On 9/23/22 03:21, Tamar Christina wrote:
Hi All,

The following testcase:

int zoo1 (int a, int b, int c, int d)
{
    return (a > b ? c : d) & 1;
}

gets de-optimized by the front-end since somewhere around GCC 4.x due to a fix
that was added to fold_binary_op_with_conditional_arg.

The folding is supposed to succeed only if we have folded at least one of the
branches, however the check doesn't tests that all of the values are
non-constant.  So if one of the operators are a constant it accepts the folding.

This ends up folding

    return (a > b ? c : d) & 1;

into

    return (a > b ? c & 1 : d & 1);

and thus performing the AND twice.

change changes it to reject the folding if one of the arguments are a constant
and if the operations being performed are the same.

Secondly it adds a new match.pd rule to now also fold the opposite direction, so
it now also folds:

    return (a > b ? c & 1 : d & 1);

into

    return (a > b ? c : d) & 1;

Bootstrapped Regtested on aarch64-none-linux-gnu, x86_64-pc-linux-gnu
and <on-goin> issues.

Ok for master?

Thanks,
Tamar

gcc/ChangeLog:

        * fold-const.cc (fold_binary_op_with_conditional_arg): Add relaxation.
        * match.pd: Add ternary constant fold rule.
        * tree-cfg.cc (verify_gimple_assign_ternary): RHS1 of a COND_EXPR isn't
        a value but an expression itself.

gcc/testsuite/ChangeLog:

        * gcc.target/aarch64/if-compare_3.c: New test.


Leave the pictures out, and repeat exactly every line from the one with "Locate an element" through the end of the data below.

#####

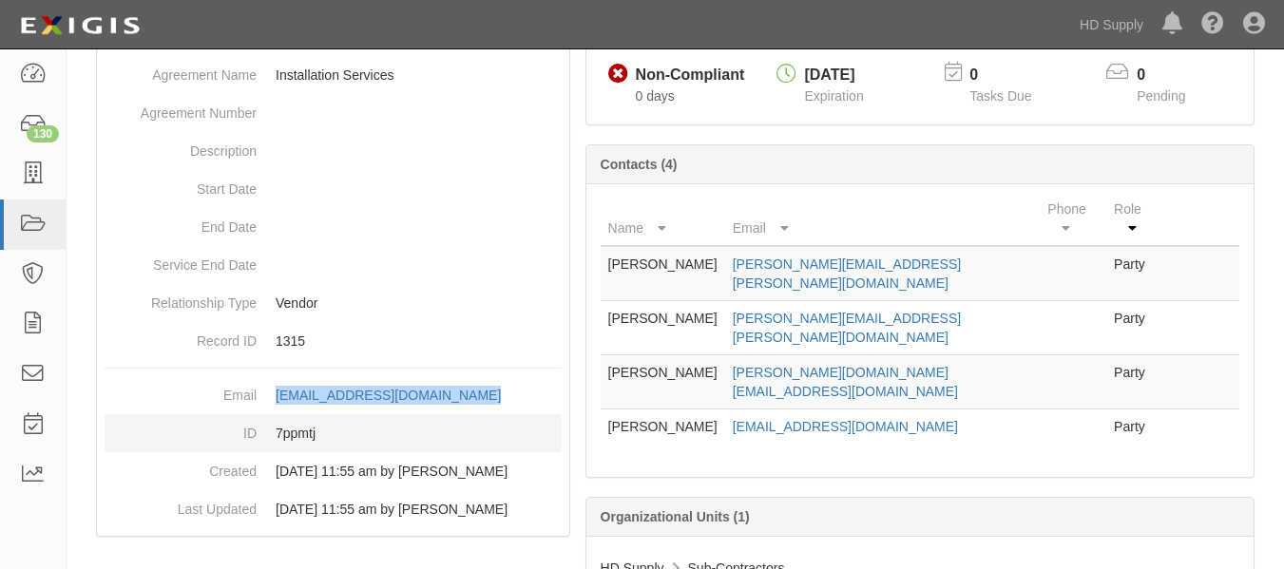  I want to click on span: Tasks Due, so click(1000, 96).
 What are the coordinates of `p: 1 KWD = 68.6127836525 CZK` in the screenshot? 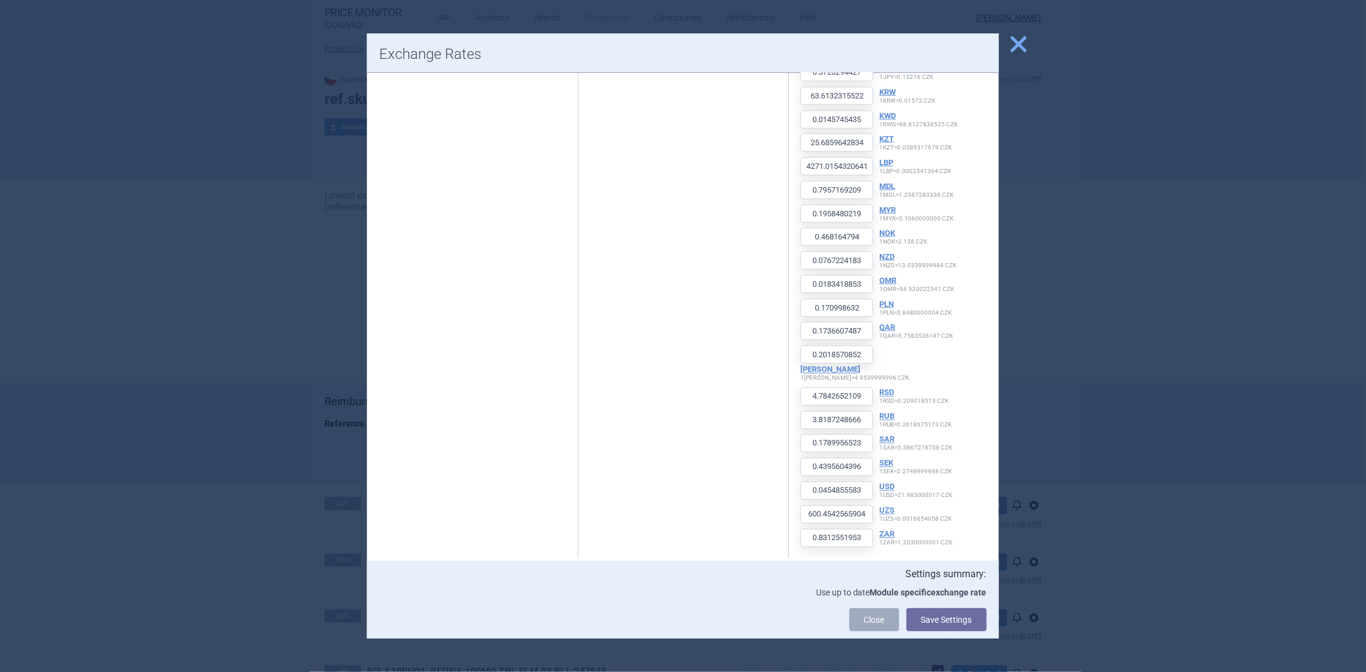 It's located at (918, 120).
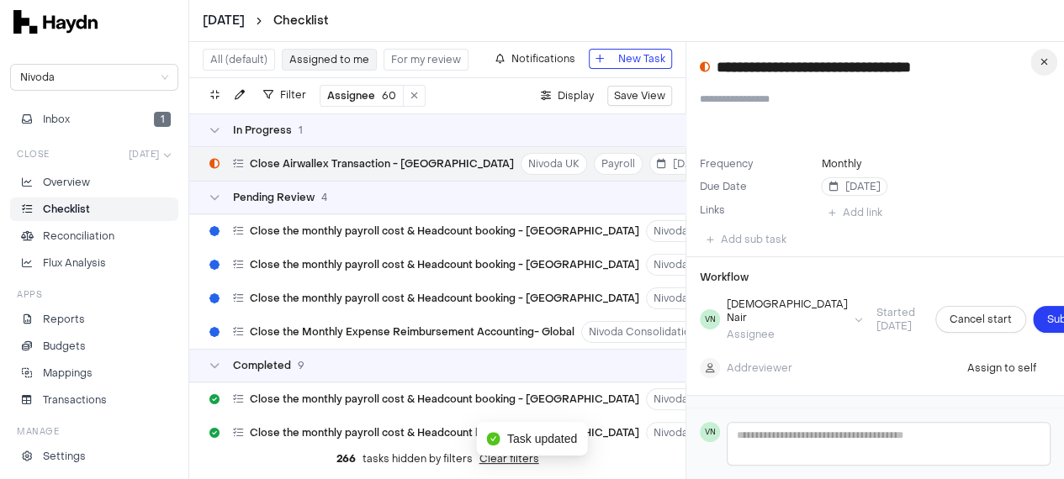  What do you see at coordinates (412, 332) in the screenshot?
I see `span: Close the Monthly Expense Reimbursement Accounting- Global` at bounding box center [412, 332].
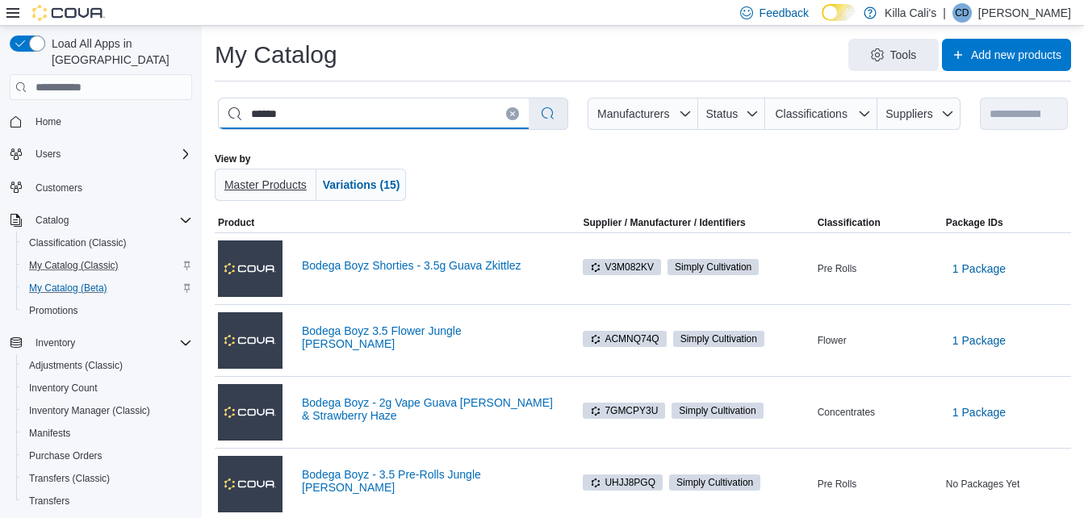 This screenshot has width=1084, height=518. What do you see at coordinates (48, 154) in the screenshot?
I see `span: Users` at bounding box center [48, 154].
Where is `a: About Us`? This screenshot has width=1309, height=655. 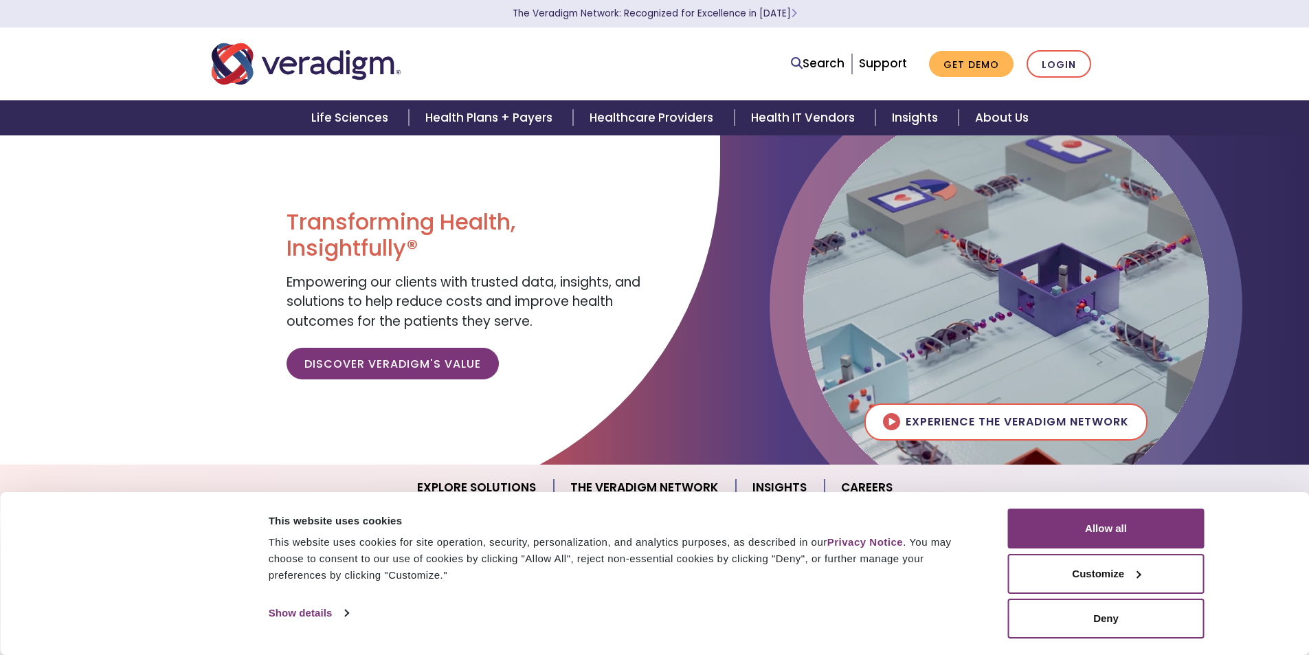
a: About Us is located at coordinates (1002, 118).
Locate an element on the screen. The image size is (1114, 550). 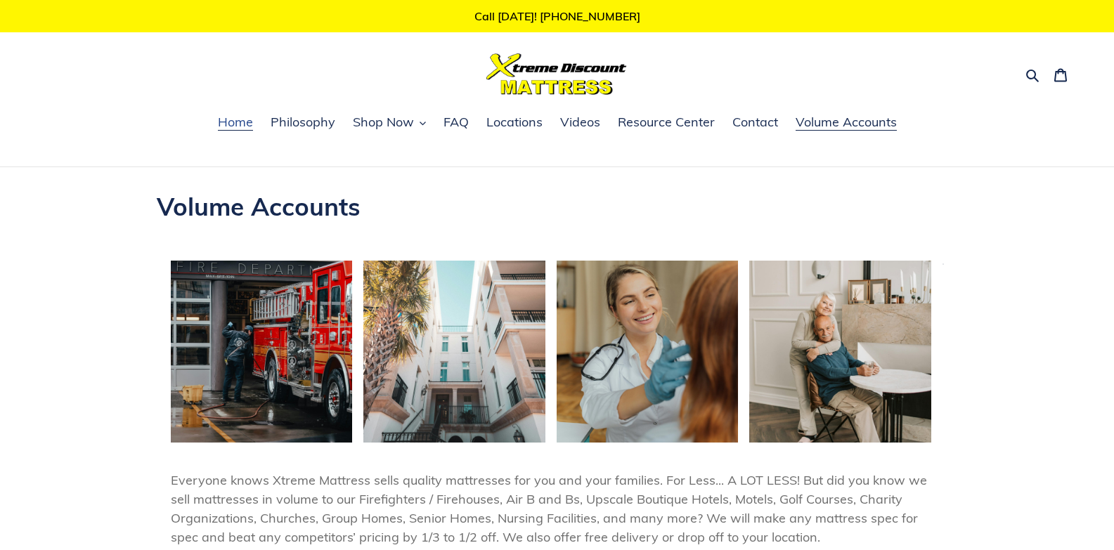
img: pexels-josh-hild-1270765-31542389.jpg__PID:5101c1e4-36a0-4bb3-81b9-13c7a41d8975 is located at coordinates (261, 351).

#####

**RESULT OF THE EXERCISE**.
Locate an element on the screen. The image size is (1114, 550). 
img: pexels-josh-hild-1270765-31542389.jpg__PID:5101c1e4-36a0-4bb3-81b9-13c7a41d8975 is located at coordinates (261, 351).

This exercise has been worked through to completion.